■ Task instructions ■
Exactly as given, reproduce the records in full.

■ Records to use ■
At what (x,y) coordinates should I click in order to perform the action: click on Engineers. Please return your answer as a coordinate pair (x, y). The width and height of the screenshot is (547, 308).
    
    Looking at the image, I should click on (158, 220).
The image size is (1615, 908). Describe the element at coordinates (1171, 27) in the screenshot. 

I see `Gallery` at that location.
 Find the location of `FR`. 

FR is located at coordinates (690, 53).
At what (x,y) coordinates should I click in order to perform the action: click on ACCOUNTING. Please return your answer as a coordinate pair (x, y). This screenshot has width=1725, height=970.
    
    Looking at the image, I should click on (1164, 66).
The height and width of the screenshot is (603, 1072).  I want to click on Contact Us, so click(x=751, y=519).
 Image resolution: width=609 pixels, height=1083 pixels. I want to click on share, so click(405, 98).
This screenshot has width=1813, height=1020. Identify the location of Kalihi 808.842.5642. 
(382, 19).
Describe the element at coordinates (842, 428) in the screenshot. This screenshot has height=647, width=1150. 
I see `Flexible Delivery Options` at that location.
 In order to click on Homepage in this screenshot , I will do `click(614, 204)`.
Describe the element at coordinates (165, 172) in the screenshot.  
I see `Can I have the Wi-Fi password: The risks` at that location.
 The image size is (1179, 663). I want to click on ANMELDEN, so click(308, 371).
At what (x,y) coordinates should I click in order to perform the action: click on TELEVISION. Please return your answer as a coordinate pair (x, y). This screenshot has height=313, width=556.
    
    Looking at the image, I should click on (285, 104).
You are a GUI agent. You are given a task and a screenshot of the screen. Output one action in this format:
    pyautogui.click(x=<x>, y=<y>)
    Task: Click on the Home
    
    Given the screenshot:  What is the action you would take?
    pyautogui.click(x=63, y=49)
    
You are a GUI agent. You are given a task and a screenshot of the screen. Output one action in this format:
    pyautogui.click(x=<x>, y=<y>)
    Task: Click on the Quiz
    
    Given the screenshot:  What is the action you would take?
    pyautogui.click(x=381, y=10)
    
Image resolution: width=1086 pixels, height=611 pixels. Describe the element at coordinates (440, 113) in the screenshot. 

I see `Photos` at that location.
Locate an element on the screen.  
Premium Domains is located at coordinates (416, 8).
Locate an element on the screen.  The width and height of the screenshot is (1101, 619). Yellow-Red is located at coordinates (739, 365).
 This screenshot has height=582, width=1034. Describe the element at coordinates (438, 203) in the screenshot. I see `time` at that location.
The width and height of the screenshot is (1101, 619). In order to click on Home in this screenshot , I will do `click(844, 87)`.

■ Result for this task ■
At what (x,y) coordinates should I click in order to perform the action: click on Engineers. Please return your answer as a coordinate pair (x, y). The width and height of the screenshot is (547, 308).
    
    Looking at the image, I should click on (158, 220).
The image size is (1615, 908). Describe the element at coordinates (1171, 27) in the screenshot. 

I see `Gallery` at that location.
 Find the location of `FR`. 

FR is located at coordinates (690, 53).
At what (x,y) coordinates should I click in order to perform the action: click on ACCOUNTING. Please return your answer as a coordinate pair (x, y). This screenshot has width=1725, height=970.
    
    Looking at the image, I should click on (1164, 66).
The height and width of the screenshot is (603, 1072).  I want to click on Contact Us, so click(x=751, y=519).
 Image resolution: width=609 pixels, height=1083 pixels. I want to click on share, so click(405, 98).
This screenshot has width=1813, height=1020. Identify the location of Kalihi 808.842.5642. 
(382, 19).
Describe the element at coordinates (842, 428) in the screenshot. This screenshot has height=647, width=1150. 
I see `Flexible Delivery Options` at that location.
 In order to click on Homepage in this screenshot , I will do `click(614, 204)`.
Describe the element at coordinates (165, 172) in the screenshot.  
I see `Can I have the Wi-Fi password: The risks` at that location.
 The image size is (1179, 663). I want to click on ANMELDEN, so click(308, 371).
At what (x,y) coordinates should I click in order to perform the action: click on TELEVISION. Please return your answer as a coordinate pair (x, y). This screenshot has height=313, width=556.
    
    Looking at the image, I should click on (285, 104).
You are a GUI agent. You are given a task and a screenshot of the screen. Output one action in this format:
    pyautogui.click(x=<x>, y=<y>)
    Task: Click on the Home
    
    Given the screenshot:  What is the action you would take?
    pyautogui.click(x=63, y=49)
    
You are a GUI agent. You are given a task and a screenshot of the screen. Output one action in this format:
    pyautogui.click(x=<x>, y=<y>)
    Task: Click on the Quiz
    
    Given the screenshot:  What is the action you would take?
    pyautogui.click(x=381, y=10)
    
Image resolution: width=1086 pixels, height=611 pixels. Describe the element at coordinates (440, 113) in the screenshot. 

I see `Photos` at that location.
Locate an element on the screen.  
Premium Domains is located at coordinates (416, 8).
Locate an element on the screen.  The width and height of the screenshot is (1101, 619). Yellow-Red is located at coordinates (739, 365).
 This screenshot has height=582, width=1034. Describe the element at coordinates (438, 203) in the screenshot. I see `time` at that location.
The width and height of the screenshot is (1101, 619). In order to click on Home in this screenshot , I will do `click(844, 87)`.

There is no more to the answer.